Recently, there was extensive media coverage of a US district court's refusal to certify a proposed privacy class action against Google (see one such article HERE).  The case alleged that Google had intercepted and read users' emails, and mined the content of those emails for targeted advertising.  Plaintiff's counsel had argued that the case could give rise to the highest award of damages in any class action, anywhere, to date.

Does the US court's refusal to certify mean no such case will be filed or certified in Canada?

The US court's refusal to certify the action in the US certainly makes a Canadian class action less likely.  Canadian class actions often follow after US class action actions, and so certification, settlement or success on the merits of the case, or any of these, make subsequent Canada cases more likely, and the contrary is also true.
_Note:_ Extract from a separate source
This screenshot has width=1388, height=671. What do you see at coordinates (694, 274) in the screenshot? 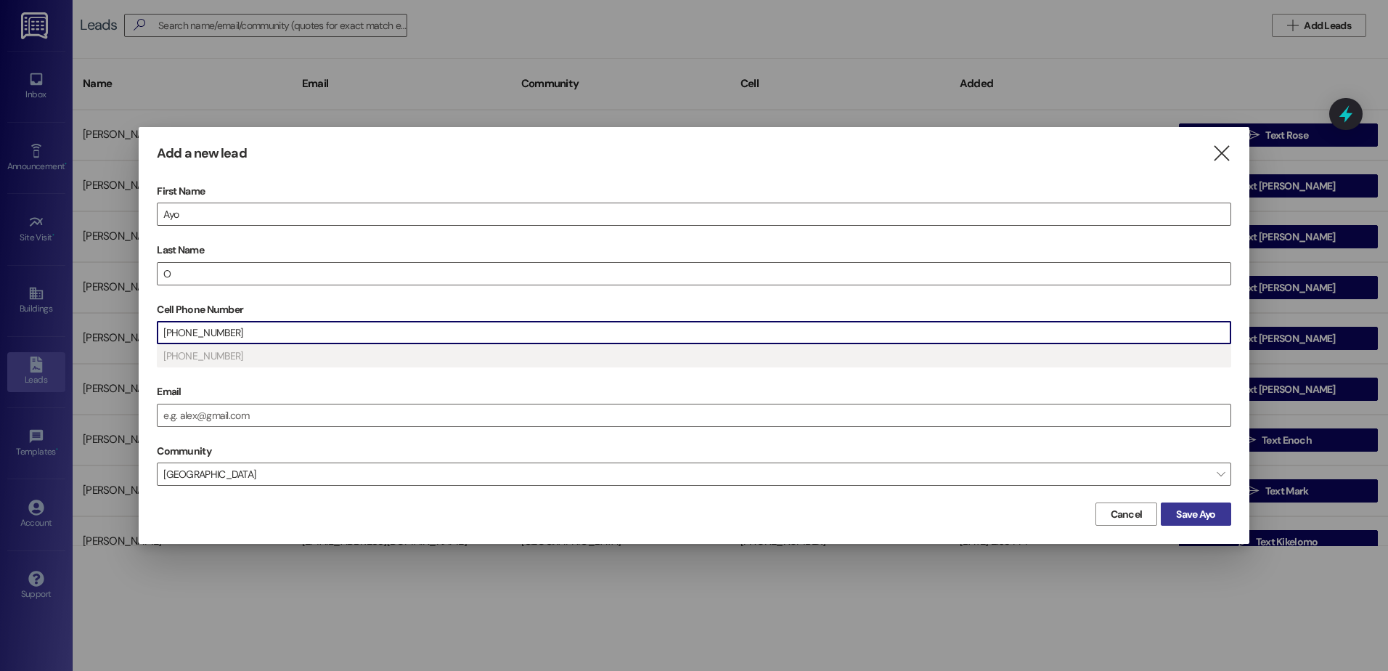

However, there can be significant differences between the substantive law of Canadian and US jurisdictions.  These differences mean that certain types of cases, where Canadian and US law are more similar, are more prone to "copycat" Canadian class actions.  Areas of such similarity include common law allegations, like product liability and breach of contract, rather than allegations that depend on breaches of legislation that may differ more between the jurisdictions.  The Google case involved allegations of breaches of US privacy legislation.

Although Canadian class action statutes were originally modeled on the US Rule 23 of the Federal Rules of Civil Procedure, there are also differences between the procedural class action law in Canadian jurisdictions and the US.  Some of these differences include:

  • Canadian class actions need not fulfil the US "numerosity" requirement – in BC, for example, the class must simply consist of "two or more" class members;
  • There is no Canadian requirement of "typicality" as required in the US (an analysis essentially involving a comparison of various class members' claims and defences); and
  • There is no Canadian requirement of "predominance" as required in the US (an analysis essentially involving an assessment of whether common issues predominate over individual ones).

These differences, as well as trends in the decisions governing how the procedural requirements are to be interpreted, have resulted in a generally much lower certification standard in Canada than in the US.

Therefore, for Canadian defendants, it is worth watching developments in US class actions, but one cannot assume a US result will carry the day in Canada.